Oh, Goddess. It was as if she were being scalded anew, only this time she'd known it was coming, had to sit still and mark it as it grew larger and larger. While, perversely, her size went in just the opposite direction.
Her hands closed into fists and Jonah stepped forward. "Anna, stop."
"Can't . . ." she gasped, and her form dissolved before him, folding in on itself, her hair whipping around her as if weaving into a cocoon. Pinpoints of light sparkled over her skin, giving it a sheen before her body disappeared into a flame-infused shower that flew out in different directions, a whirling spiral of sparks shaped like water drops, which funneled down to the surface of t
he stump in a vortex of misty smoke that had the unexpected aroma of seawater.
The mist began to float away. Jonah reached out his fingers to it, suddenly fearful. "Anna?" Was he holding the essence of her? What--
"I am here, my lord." She stepped out of the mist, and while he heard a strained note in her voice, he was riveted by this newest side of his little mermaid. His very little mermaid.
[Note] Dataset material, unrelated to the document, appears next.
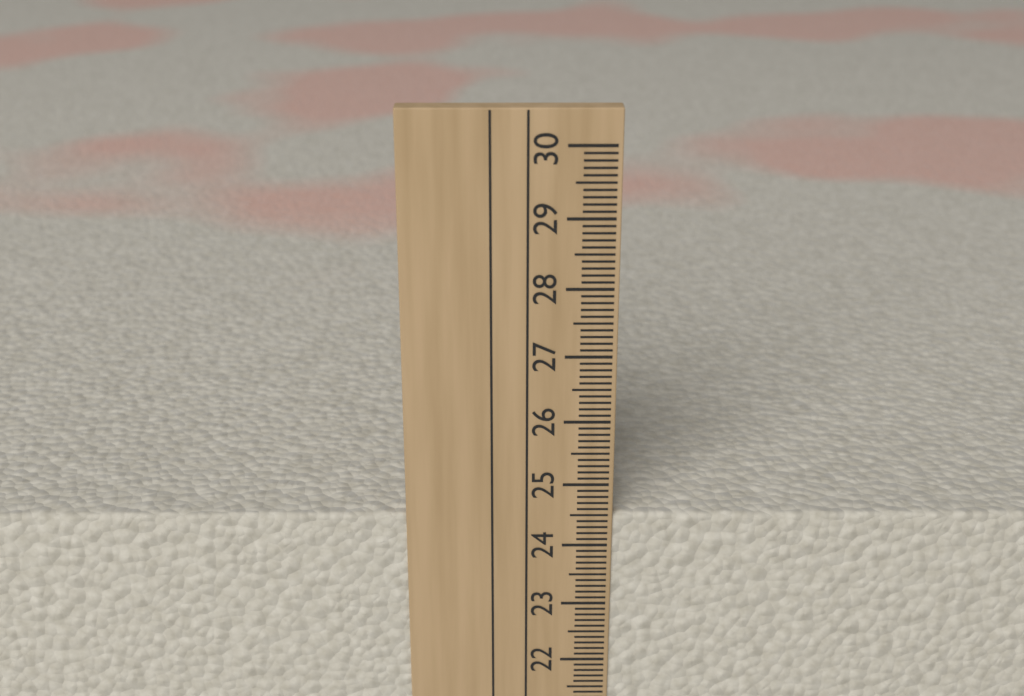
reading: 24.5 cm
Who was no longer a mermaid, but a pixie fairy, no taller than the length of his hand.
Her wings were translucent and had the wavering texture of water-streaked glass, as if they were made of water in truth, with touches of pink and blue glimmerings, the colors the early rising sun often gave ocean waves. Her body was slim, much like her human body, only more elongated. Long and curling hair still the same, her eyes just as violet, so large in her delicate, pointed, almost foxlike features.
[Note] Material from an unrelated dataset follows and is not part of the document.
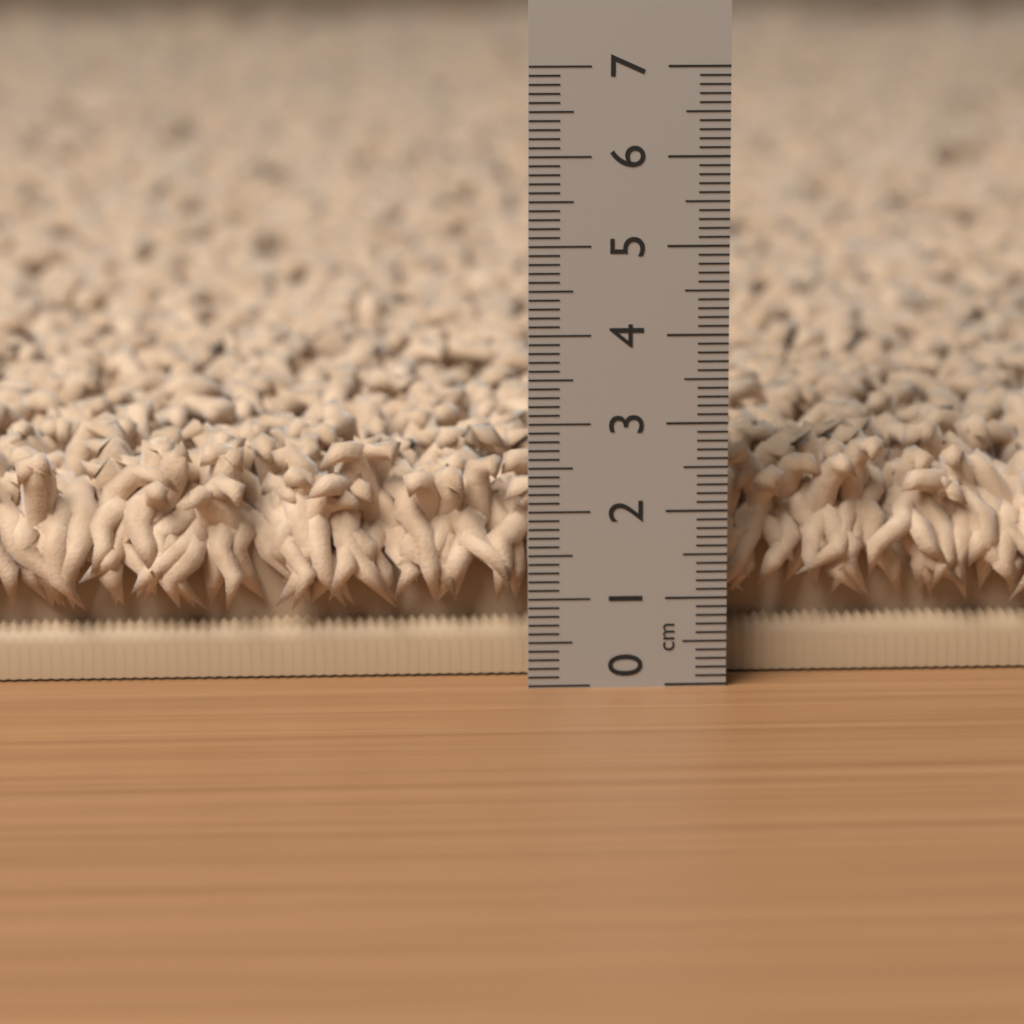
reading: 2.7 cm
"I can fly with you like this and not overburden your wing," she pointed out. "I can't fly as high as you can, but I can keep you company for a time. And in this form, the area for you to heal is much less. If I stay this way for a couple of hours, when I shift back to human or mermaid, the full area will be fixed."
Her voice was a soft whisper of sound like the wind, swirling and coming together around the syllables as they emitted from her throat, embossing them for his ears to detect.
"Then turn around, little one."
Though she smiled at the irony in his voice, she obeyed. Jonah studied each step of her tiny feet, the way she gathered her hair and brought it all forward, her wings quivering as she increased their spread so they pressed to the outside of her arms and displayed his earlier handiwork, no less shameful to him now that it had been reduced so significantly in size.
He put that aside and focused on the skin, opened himself to feel the heat from the injury, the throbbing nerve endings. Reaching out toward her with two aligned fingers, he pointed them just below her nape. Not touching her, but so close the heat of his skin and the heat of the inflamed flesh touched, a cool blue aura meeting red.
He'd used his ability to heal frequently after battle, to shore up wounds sustained by his Legion, until they could get to Raphael's corps for more in-depth work. He was relieved he'd not hurt her beyond what he could handle on his own, though he quickly realized there were some murky layers to that statement. Uneasy things that had nothing to do with the wound she bore, but having to do with things he could inflict upon her later. He was a walking nightmare right now, and anyone in proximity was likely to get more than burned. She was a simple, pure soul that had absolutely no idea the level of power he was capable of wielding.